17. The census of RUs in rural Ethiopia and Uganda was much less problematic than similar exercises listing unregistered urban populations in China with the aid of PDAs (Treiman et al. Citation2005, 13). Depending on settlement density and topography, the FTEPR research teams might enumerate between 80 and 150 RUs a day in rural settings, while in the more urban settlements of Ziway the number could rise to more than 300 a day.

18. The software used for GPS navigation and the collection of GPS census data was CDC­GPS2, developed by a team of researchers at the Centre for Disease Control (freely available at http://ftp.cdc.gov/pub/gpscs/). The digital questionnaires were designed and programmed using Syware Visual CE (http://www.syware.com/products/visual_ce.php).

19. In some smallholder coffee research subsites in Uganda, all of the RUs identified in the census, as opposed to a random selection of RUs, were revisited to obtain the expanded sampling frame of individuals. This strategy was adopted in research sites where export crop wage workers lived in scattered RUs interspersed with many other RUs containing no such workers. The aim was to ensure that the population list of individuals contained a sufficient number of the scattered wage workers so that a random sample drawn from the list of individuals was likely to capture respondents with and without relevant labour market experience.

20. The list of possible classifications of respondents varied across research sites. The electronic questionnaire included additional questions for some research sites, reflecting the type of variation that FTEPR hoped to achieve in the context of different crops and production conditions.

21. The site selection and sampling methods and GPS technology allow for a follow-up survey of a subsample of the original respondents. FTEPR research also involves qualitative research methods, including life histories of a small sample of those included in the initial survey. The advantages of “nesting” life histories within larger quantitative surveys are described in Schatz (Citation2012) and in Sender, Oya and Cramer (Citation2006).

22. At the other end of the scale, the largest and richest farmers in a rural area may also be excluded from lists of households or farm households because their farms are not defined as being operated by “households” (Choudhry Citation2008, 11) or simply because surveys of households usually exclude the top end of the wealth/income distribution (Székely and Hilgert Citation1999; Deaton Citation2001; Banerjee and Piketty Citation2003, 4). The domestic and farm servants living with and working for the rural rich are, therefore, also missing from rural household surveys.

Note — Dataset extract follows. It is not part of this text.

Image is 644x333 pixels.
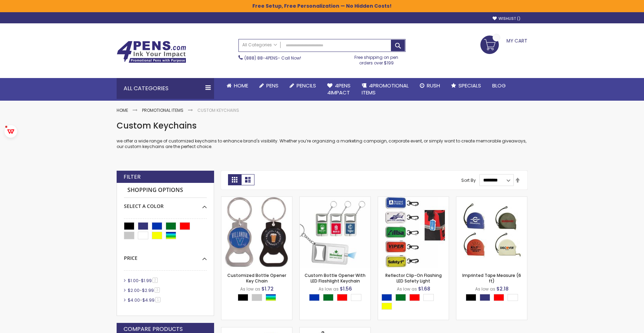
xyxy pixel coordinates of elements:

23. Some implications of the failure to collect information on young, mobile rural people who are defined as ‘non-residents’ in conventional household surveys have been quantified using data from Burkina Faso. Their exclusion has a major influence on assessments of rural living standards (Akresh and Edmonds Citation2010). In Vietnam, assessments of rural and urban living standards have been shown to be unreliable for the same reasons (Pfau and Giang Citation2008).

24. The definition was designed to include the following four categories of linked individuals: (1) those who live permanently with the principal respondent and who share income and expenditure; (2) those who, even if not sharing residence on a regular basis, make significant economic contributions (in cash or in kind) to the expenses of the household/respondent; (3) those who, even if not sharing residence, regularly depend on economic contributions in cash or in kind from the respondent or others in the RU; and (4) those who, even if not resident at all in the same place as the respondent, either can be relied upon by the respondent, or receive contributions from the respondent.

25. Evidence from different disciplines “shows that the household as defined by survey statisticians may bear little resemblance to the social unit in which people live” (Randall, Coast, and Leone Citation2011, 217).

26. The innovative FTEPR questionnaire is available at www.ftepr.org.